Lessons from Ramapo kitchen: Children demand precisely the
foods my animals reject.
Evidently the children resisted including food in the new experiences they were offered. I know this
because the fresh fruits and veggies, whole grains, and broiled meats that were
served in the beginning of the season were gradually replaced by industrially
manufactured nuggets, fries, and patties. As the foods that resembled their
original forms disappeared, foods that were bleached, colored, reconstituted,
and molded into geometric standardization appeared. It seems the kitchen staff succumbed to 6 – 15 year olds' preferences.
The pleasure of my animals' dining experiences proceeded in the reverse
direction. They gulped down the fresh foods and they refused to eat hot dogs,
curly fries, chicken nuggets.
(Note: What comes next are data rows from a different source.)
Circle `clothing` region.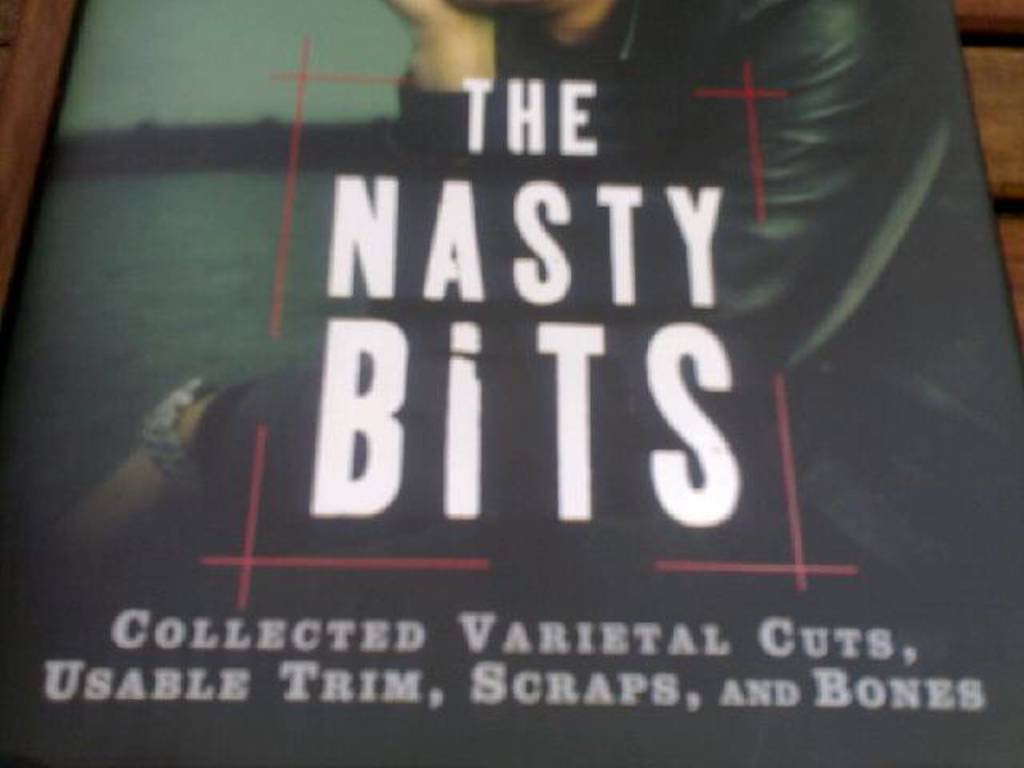
Region: x1=198 y1=0 x2=1022 y2=766.
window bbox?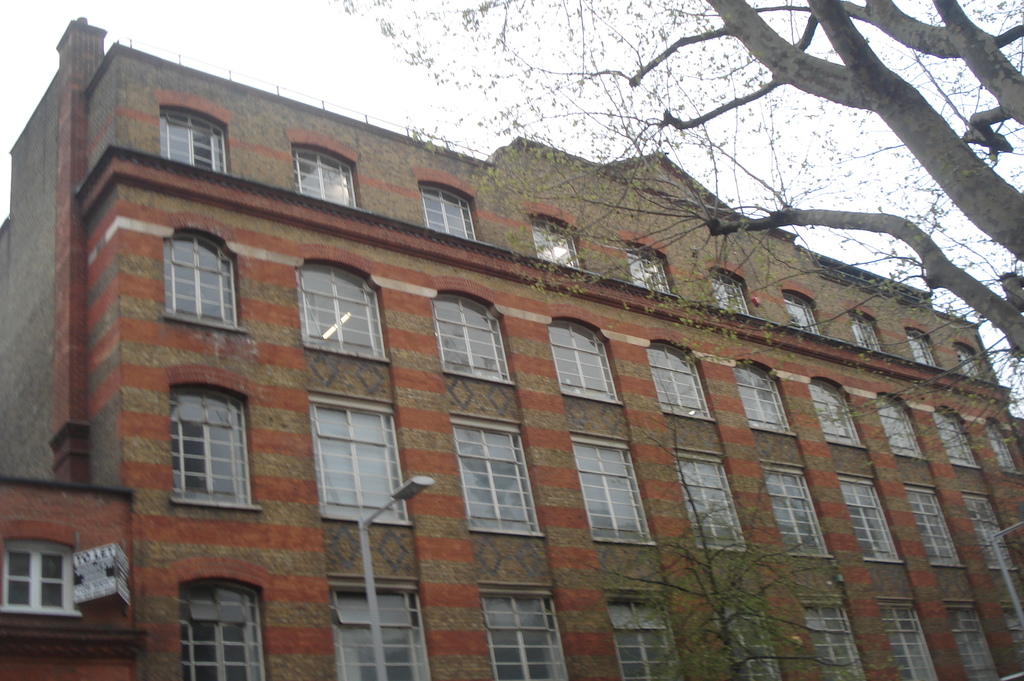
BBox(170, 386, 262, 512)
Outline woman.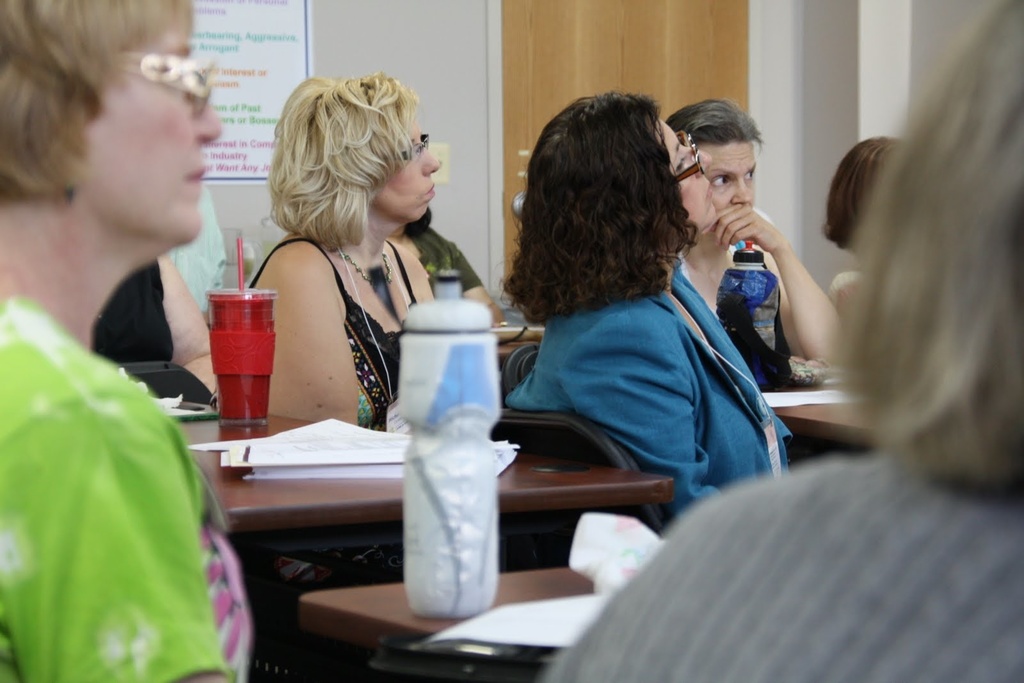
Outline: [left=500, top=91, right=795, bottom=527].
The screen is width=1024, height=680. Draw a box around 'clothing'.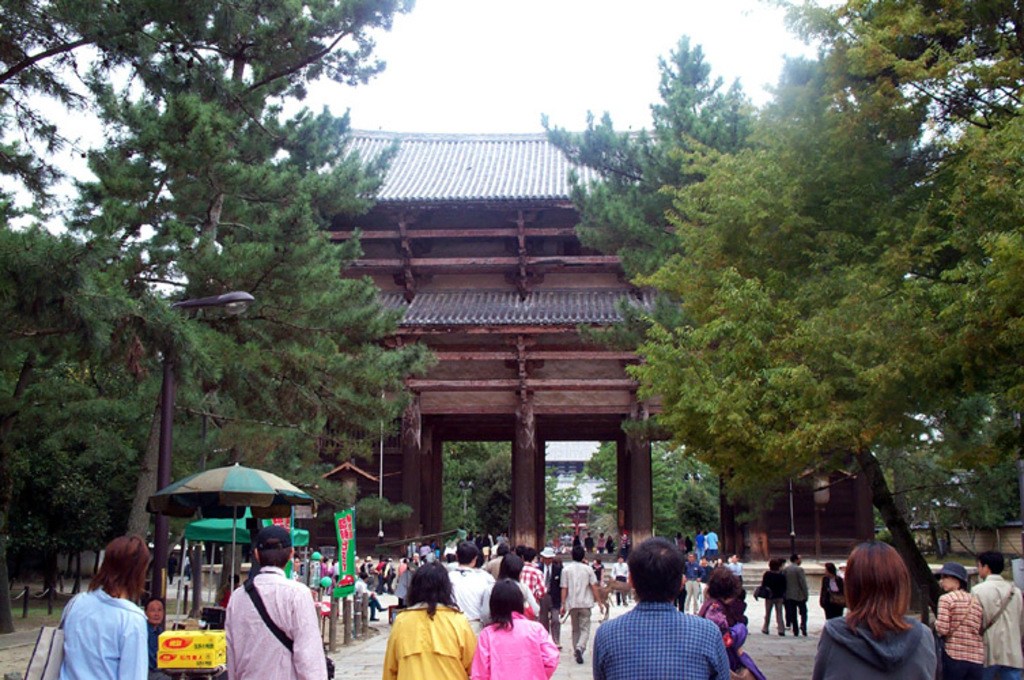
515,562,544,608.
It is as if they don’t recognize these substances
as food.
May I tell you a third astonishing insight? Even my compost
rejects these items!
If it is deep friend and battered, like onion rings, it
remains for weeks undecomposed, resisting the assault of huge populations of
bacteria and insects voraciously chomping and digesting all the other organic
offerings.
These preferences reveal the inherent
good sense of organisms that are immune to the appeal of advertisers and the
influence of marketers. At the same time they confirm the power of culture to divert
people from their body’s built-in messaging systems. Complex humanity might take a lesson might take a lesson from a big dumb pig and tiny bacteria - they know what's good for them.